Category

Facebook

Creating Digital Identities: Recording Our Lives (and Others’) Online

By Andrew Lam

So many of us now have been raised on video games, cell phones and iPods. We’ve spent a large bulk of our lives in chat rooms, on Skype and posting videos to YouTube, to the extent that we’ve become news reporters and newsmakers, without even making much of an effort. We announce our actions and, in some cases, our impending demise online without giving it much thought. We have been so conditioned to invest our emotional life in the virtual space that it has become second nature. 

#IHeartPresidentialElections: Obama, Romney and the Social Media War

By Loren DiBlasi

Once again, the Obama campaign has done a great job of engaging voters through the two most popular social media platforms, Facebook and Twitter, with Romney right on his tails. Ironically, the candidates’ official sites appear to be nearly identical to each other; loaded with pictures, facts, and links for visitors to click if they happen to be feeling generous, they seem more like personal blogs than campaign sites. This sort of behind-the-scenes, intimate approach works well for both candidates. President Obama’s Twitter account, for example, often feels like an extension of his own diary. 

Facebook Fallout: East Palo Alto Worries It Will Disappear

By Raj Jayadev

East Palo Alto will be the gateway to Facebook for many commuters and may be the future home of some of the 9,000-plus employees that are expected to work at the new location. And while the rest of the Valley celebrates the expansion of the new company that is redefining how the world communicates and uses technology – East Palo Alto residents say they see more of the same – another powerful Silicon Valley corporation that will benefit at the expense, and perhaps displacement, of their city.

 

Thoughts on Facebook...

By Malcolm Marshall

I am a 27-year-old transplant from Ann Arbor, Michigan. I run a creative arts program in Richmond, California, live with my best friend in Oakland and have a wonderful group of friends. I like to think that I have reached a point where I am super comfortable with myself and secure in who I am. Despite all of this I find that I am obsessed with checking my Facebook. It’s like a sick addiction, this need to stay updated on everyone's lives, including people I barely know or care about.

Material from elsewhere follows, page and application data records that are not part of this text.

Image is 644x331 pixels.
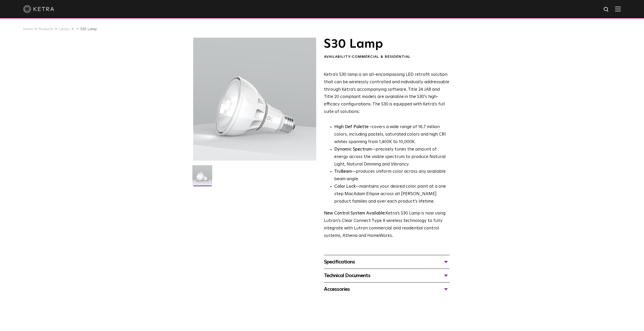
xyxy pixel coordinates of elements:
[324,285,450,293] div: Accessories
[352,55,411,59] span: Commercial & Residential
[324,54,450,59] div: Availability:
[80,27,97,31] a: S30 Lamp
[334,169,352,174] strong: TruBeam
[193,165,212,189] img: S30-Lamp-Edison-2021-Web-Square
[324,211,386,216] strong: New Control System Available:
[334,183,450,206] li: —maintains your desired color point at a one step MacAdam Ellipse across all [PERSON_NAME] produc...
[334,146,450,168] li: —precisely tunes the amount of energy across the visible spectrum to produce Natural Light, Natur...
[324,258,450,266] div: Specifications
[38,27,54,31] a: Products
[324,210,450,240] p: Ketra’s S30 Lamp is now using Lutron’s Clear Connect Type X wireless technology to fully integrat...
[59,27,70,31] a: Lamps
[615,6,621,11] img: Hamburger%20Nav.svg
[23,5,54,13] img: ketra-logo-2019-white
[334,184,356,189] strong: Color Lock
[334,125,372,129] strong: High Def Palette -
[324,272,450,280] div: Technical Documents
[334,124,450,146] p: covers a wide range of 16.7 million colors, including pastels, saturated colors and high CRI whit...
[23,27,33,31] a: Home
[324,38,450,50] h1: S30 Lamp
[334,147,372,152] strong: Dynamic Spectrum
[603,6,610,13] img: search icon
[334,168,450,183] li: —produces uniform color across any available beam angle.
[324,73,449,114] span: Ketra’s S30 lamp is an all-encompassing LED retrofit solution that can be wirelessly controlled a...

Are You Really Dead Until You Are Dead on Facebook?

By Sandip Roy

From New America Media and FirstPost: In the old days it was standard (if a slightly morbid) practice in major newsrooms to prep obituaries of famous persons. Elizabeth Taylor famously outlived her own New York Times obituary writer Mel Gussow by six years. … In the age of social media, obituaries have turned into a string of tweets.